For Deena Douara, fear was the catalyst for invention. Walking to her car late one night at a public transit stop, she was faced with travelling up a long ramp in the darkness. Halfway up that narrow path, she saw three men approaching her and she felt an acute moment of anxiety.
“If the worst was to happen, there was no way for me to notify anyone,” she says. “I remember thinking in that moment that there should be something on my phone to help with the situation.”
The moment passed without incident, but Douara has channeled that emotion into an entrepreneurial pursuit. She’s developing a concept for a mobile phone app that could alert authorities if a potential emergency situation arises. Using a placeholder name of “WalkSafe” Douara has completed the Entrepreneurship 101 program at MaRS Discovery District and presented her program to a room of potential investors at the program’s capstone pitch competition.
“I definitely think there’s money to be made,” she says. “It’s something to be profitable enough to keep you going. But the bottom line has to be – are you making women safer? Are you making them more confident?”
Douara isn’t the only entrepreneur – nor the first – to think of turning smartphones into a personal safety alarm. Smartphones are a natural fit to serve as a security device because they can quickly call for outside help, are location-aware, and can even monitor for movement. With the popularity of iPhones and Android devices, more than four out of 10 Canadians now carries a smartphone in their pocket. But while several startups may agree that a personal safety app makes sense, each has a different idea of how to execute it.
While Douara is still in the early stages of planning for her app, Toronto-based Guardly Corp. has been in the market for more than a year now, available on iOS, Android, BlackBerry, and Windows Phone 7. The app allows users to tap a “panic button” that will send an emergency alert to a list of contacts, which can include 911 if needed.
The app was made available for free download for smartphone users, but the business model is more of an enterprise play, explains Josh Sookman, Guardly’s CEO.
“Building an enterprise product takes a lot of time,” he says. “So rather than holding off on being in market, there’s still an opportunity to be in the market and learning from consumers and how they use your app.”
At the beginning of the year, Guardly conducted its first enterprise pilot with OCAD University. Its enterprise product includes a server-side component that gives security dispatchers access to a Web-based dashboard populated with information about incoming callers.
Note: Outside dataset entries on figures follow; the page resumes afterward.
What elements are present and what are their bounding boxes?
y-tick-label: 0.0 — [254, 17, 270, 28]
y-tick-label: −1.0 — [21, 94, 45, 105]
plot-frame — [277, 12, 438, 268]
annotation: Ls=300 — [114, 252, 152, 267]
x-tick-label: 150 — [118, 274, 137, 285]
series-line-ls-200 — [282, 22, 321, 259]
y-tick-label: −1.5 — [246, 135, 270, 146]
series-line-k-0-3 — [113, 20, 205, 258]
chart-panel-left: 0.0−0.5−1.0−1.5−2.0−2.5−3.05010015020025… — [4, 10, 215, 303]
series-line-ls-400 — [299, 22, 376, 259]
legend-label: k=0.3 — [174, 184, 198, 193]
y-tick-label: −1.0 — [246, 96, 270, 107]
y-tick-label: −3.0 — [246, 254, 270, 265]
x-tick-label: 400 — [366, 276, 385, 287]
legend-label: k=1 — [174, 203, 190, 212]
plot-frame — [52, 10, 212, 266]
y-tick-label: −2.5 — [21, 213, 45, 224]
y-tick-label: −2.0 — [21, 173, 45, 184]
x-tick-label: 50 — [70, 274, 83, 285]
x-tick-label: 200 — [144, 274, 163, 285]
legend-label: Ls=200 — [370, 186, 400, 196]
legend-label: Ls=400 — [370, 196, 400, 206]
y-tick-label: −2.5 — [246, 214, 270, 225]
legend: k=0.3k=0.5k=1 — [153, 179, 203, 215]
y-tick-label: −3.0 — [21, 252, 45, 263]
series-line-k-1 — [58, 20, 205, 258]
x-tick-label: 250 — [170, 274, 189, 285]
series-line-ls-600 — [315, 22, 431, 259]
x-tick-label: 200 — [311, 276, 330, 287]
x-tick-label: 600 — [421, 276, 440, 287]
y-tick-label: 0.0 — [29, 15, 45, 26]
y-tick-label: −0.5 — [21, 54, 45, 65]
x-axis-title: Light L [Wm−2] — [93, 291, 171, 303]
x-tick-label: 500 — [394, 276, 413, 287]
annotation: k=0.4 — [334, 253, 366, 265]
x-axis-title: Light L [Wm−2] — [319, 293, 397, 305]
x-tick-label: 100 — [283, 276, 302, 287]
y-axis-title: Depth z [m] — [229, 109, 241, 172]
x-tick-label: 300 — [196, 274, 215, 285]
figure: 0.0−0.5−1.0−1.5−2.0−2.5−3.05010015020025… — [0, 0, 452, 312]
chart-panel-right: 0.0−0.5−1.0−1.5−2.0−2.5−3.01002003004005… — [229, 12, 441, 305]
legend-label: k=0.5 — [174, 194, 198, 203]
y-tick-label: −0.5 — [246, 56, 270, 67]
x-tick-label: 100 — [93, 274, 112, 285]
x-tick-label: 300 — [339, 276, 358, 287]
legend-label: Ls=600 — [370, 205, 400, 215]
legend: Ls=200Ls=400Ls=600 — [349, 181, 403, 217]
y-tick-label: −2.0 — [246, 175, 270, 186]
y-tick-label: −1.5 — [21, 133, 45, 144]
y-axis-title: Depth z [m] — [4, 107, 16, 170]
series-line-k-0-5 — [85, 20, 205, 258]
Name, number, location, and other situational information could be relayed as soon as the panic button gets tapped.
Having that one tap was an important design decision for Guardly. The app’s creators considered an automatic calling mechanism while in development, but decided against one after consulting with law enforcement and security workers.
“There was huge push back on that feature,” Sookman says. “They were worried about getting way too many false alarms.”
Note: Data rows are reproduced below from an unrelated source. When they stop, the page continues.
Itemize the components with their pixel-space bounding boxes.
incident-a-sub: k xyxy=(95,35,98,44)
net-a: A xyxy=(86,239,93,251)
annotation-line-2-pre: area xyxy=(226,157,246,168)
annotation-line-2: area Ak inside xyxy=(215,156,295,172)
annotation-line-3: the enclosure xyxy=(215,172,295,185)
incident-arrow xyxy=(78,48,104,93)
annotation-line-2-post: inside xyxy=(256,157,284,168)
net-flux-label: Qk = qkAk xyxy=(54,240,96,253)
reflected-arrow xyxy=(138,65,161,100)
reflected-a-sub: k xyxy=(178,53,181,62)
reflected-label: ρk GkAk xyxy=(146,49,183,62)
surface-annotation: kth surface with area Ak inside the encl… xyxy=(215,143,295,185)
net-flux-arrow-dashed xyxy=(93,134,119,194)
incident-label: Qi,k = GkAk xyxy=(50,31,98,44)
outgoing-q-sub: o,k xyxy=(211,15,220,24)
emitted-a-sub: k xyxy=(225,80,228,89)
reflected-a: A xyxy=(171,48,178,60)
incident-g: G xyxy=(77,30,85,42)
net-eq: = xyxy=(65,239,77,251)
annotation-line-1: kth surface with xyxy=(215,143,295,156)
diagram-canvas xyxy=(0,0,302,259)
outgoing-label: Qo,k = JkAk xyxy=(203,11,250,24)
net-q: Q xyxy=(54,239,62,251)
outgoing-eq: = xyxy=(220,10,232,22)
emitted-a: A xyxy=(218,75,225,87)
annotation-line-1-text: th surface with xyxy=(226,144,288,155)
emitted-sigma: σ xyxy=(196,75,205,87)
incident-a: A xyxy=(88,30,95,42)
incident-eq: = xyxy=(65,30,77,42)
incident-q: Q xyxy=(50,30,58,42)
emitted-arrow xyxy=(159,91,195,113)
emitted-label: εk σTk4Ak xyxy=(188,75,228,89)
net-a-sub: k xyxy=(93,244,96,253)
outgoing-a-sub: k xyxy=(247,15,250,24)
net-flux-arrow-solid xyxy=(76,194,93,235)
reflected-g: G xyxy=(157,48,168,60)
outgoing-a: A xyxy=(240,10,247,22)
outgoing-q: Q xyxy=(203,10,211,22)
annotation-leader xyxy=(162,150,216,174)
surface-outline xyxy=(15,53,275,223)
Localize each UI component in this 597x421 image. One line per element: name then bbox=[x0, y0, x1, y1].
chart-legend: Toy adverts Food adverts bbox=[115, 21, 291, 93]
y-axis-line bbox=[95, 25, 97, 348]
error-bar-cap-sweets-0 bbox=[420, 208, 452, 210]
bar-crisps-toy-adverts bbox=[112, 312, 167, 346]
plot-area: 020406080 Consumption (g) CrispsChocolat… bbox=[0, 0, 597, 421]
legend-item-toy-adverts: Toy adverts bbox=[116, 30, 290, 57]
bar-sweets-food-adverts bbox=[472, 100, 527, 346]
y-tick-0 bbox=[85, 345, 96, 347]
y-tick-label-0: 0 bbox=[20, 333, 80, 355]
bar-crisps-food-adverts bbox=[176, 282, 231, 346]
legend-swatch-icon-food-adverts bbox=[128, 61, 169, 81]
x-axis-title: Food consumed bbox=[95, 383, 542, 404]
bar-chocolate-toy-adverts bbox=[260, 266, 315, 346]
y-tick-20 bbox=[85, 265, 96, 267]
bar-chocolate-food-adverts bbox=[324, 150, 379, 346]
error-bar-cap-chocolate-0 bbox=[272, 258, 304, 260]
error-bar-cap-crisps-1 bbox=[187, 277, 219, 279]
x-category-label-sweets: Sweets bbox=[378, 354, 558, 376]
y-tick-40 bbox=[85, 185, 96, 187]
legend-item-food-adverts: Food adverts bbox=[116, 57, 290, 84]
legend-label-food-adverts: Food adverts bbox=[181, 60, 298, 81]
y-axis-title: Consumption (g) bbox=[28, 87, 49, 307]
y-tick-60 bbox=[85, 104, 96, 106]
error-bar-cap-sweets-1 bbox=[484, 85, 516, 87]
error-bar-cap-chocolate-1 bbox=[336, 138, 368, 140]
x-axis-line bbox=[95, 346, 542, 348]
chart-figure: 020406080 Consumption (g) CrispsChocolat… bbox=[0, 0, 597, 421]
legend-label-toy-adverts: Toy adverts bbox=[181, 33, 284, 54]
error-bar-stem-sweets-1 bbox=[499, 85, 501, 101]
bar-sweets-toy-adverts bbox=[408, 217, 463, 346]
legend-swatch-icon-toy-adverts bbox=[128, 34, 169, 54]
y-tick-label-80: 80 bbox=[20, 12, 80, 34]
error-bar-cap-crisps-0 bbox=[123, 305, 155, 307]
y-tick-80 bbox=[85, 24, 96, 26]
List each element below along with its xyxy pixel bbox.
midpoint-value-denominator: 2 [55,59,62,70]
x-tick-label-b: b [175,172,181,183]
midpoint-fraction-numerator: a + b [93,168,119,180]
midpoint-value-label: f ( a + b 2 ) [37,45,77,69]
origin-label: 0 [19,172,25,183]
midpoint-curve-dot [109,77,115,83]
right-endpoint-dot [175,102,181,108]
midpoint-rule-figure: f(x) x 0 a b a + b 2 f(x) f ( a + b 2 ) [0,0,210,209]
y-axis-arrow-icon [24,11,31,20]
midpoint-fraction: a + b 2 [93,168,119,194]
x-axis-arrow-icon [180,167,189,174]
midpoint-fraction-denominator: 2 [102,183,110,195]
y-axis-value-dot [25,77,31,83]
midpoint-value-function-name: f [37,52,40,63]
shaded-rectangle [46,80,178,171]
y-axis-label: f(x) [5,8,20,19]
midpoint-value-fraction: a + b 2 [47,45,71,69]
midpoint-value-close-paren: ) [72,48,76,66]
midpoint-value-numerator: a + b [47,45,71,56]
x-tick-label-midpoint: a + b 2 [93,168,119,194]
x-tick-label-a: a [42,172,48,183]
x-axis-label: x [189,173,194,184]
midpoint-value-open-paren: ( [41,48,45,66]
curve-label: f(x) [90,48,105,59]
The number of misplaced calls to emergency services is already on the rise thanks to the ubiquity of cell phones. In April 2011, the Ontario Provincial Police launched a public awareness campaign about the problem of 911 “pocket” calls. It says thousands of pocket dials to 911 are made every day in Ontario, accounting for 10 per cent of all calls to 911. The campaign specifically asks cell phone users not to program 911 in to speed dial.
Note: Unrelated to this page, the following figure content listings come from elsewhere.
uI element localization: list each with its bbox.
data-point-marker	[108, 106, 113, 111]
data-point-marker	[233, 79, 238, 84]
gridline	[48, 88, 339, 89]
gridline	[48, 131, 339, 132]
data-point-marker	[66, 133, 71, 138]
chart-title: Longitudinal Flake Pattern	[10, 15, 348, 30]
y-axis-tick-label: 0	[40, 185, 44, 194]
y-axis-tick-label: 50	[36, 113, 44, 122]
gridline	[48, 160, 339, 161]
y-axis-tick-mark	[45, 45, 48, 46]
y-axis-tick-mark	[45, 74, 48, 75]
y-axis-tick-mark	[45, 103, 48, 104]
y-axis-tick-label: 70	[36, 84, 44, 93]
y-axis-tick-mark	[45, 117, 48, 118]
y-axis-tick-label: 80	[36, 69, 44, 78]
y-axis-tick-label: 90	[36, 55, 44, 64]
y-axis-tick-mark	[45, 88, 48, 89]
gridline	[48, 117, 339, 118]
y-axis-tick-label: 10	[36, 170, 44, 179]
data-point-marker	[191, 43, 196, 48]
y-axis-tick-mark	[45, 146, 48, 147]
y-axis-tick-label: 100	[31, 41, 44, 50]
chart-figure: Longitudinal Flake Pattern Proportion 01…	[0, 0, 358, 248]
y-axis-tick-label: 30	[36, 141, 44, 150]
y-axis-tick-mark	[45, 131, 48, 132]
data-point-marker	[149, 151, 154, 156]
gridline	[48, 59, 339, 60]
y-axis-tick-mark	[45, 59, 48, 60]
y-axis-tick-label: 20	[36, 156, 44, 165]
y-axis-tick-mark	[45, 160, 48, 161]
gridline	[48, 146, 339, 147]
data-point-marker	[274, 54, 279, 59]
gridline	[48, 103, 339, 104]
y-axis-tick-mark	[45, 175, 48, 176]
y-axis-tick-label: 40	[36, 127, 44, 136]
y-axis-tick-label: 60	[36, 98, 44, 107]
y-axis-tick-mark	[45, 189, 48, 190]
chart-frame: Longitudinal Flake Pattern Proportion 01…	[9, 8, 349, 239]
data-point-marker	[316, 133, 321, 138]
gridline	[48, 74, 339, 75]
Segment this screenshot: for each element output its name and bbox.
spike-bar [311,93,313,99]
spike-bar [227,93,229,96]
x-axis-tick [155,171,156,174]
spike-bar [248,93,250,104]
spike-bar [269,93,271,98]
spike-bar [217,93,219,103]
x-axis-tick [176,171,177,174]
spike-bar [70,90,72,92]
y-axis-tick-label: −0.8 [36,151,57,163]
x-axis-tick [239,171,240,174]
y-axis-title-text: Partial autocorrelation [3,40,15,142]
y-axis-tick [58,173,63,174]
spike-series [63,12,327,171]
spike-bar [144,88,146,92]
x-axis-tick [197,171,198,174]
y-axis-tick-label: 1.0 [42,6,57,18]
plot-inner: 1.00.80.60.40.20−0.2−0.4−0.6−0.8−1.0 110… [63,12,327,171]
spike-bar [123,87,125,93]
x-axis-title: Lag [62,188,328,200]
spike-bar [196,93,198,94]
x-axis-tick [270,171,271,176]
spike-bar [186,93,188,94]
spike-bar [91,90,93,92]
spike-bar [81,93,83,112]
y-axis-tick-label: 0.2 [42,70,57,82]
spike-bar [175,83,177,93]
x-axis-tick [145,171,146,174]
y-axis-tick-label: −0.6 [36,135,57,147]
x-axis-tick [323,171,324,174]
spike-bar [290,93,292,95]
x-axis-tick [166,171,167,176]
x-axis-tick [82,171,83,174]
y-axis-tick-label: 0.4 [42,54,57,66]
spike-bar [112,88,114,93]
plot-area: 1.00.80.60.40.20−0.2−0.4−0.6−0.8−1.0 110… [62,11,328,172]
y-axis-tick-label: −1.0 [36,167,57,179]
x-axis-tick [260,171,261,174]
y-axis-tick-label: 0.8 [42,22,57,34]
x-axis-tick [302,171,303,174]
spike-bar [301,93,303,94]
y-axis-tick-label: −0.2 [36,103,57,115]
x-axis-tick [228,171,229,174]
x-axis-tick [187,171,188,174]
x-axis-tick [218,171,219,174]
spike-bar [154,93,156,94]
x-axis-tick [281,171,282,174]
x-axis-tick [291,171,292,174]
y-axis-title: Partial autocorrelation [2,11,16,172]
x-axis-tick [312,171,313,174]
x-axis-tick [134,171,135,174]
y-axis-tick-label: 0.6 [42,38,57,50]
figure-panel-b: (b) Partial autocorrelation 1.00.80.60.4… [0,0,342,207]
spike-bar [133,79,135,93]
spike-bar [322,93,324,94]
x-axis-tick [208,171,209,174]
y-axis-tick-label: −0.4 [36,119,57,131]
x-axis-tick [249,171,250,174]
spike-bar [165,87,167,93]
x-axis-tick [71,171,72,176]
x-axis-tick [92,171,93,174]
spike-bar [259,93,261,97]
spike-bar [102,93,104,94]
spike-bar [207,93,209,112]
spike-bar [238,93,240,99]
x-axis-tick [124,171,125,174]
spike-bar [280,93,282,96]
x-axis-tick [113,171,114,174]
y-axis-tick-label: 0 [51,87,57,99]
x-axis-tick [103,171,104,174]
Mindr Mobile Inc.’s Personal Monitor app does send out an automatic alert – but to friends and family only. The Android app released to Google Play just last month doesn’t allow users to program in 911 as the contact that’s either phoned or texted when a countdown hits zero and the user fails to press a button to stop the emergency alarm.
“Often people find themselves in a situation where they may need assistance but they can’t reach their phone,” says Bob Young, CEO of the Waterloo, Ont.-based firm. “Our app checks on the user periodically at a preset time. So the user can decide what they think their risk level is.”
The user will hear a warning tune played when their timer reaches zero. Then a second, much shorter, countdown timer begins that must be interrupted, or the alert message is triggered. The app sells on a subscription basis, asking users for $2.99 a month to keep the software on their phones.
Personal Monitor has also partnered with the National Council of Women of Canada. The council will be receiving one-sixth of the revenue generated by subscriptions and advertise the app to its members. Council president Denise Mattok plans to buy an Android phone so she can use the app, and says that her diabetic daughter also plans to use it. The automatic alert feature is a good fit for people with chronic conditions or the elderly, she says.
“This is an easier thing than subscribing to one of those services where you press a button if you have a fall and can’t get up,” she says.
While these apps aren’t made specifically for women, the entrepreneurs behind them expect that will be the target demographic. Women are the “more vulnerable sex,” Douara says. Many of her friends have already told her about pretending to be on the phone in a potentially dangerous situation, thinking that a would-be attacker might think twice if the person on the other end of the conversation would be alerted to the situation.
“We’re becoming dependent on our phones to provide a home for all our services,” she says. “So it makes sense for a personal safety device.”
If these apps could help women feel safer while walking through dark transit stops and past looming men in the night, then they will likely make a good business as well.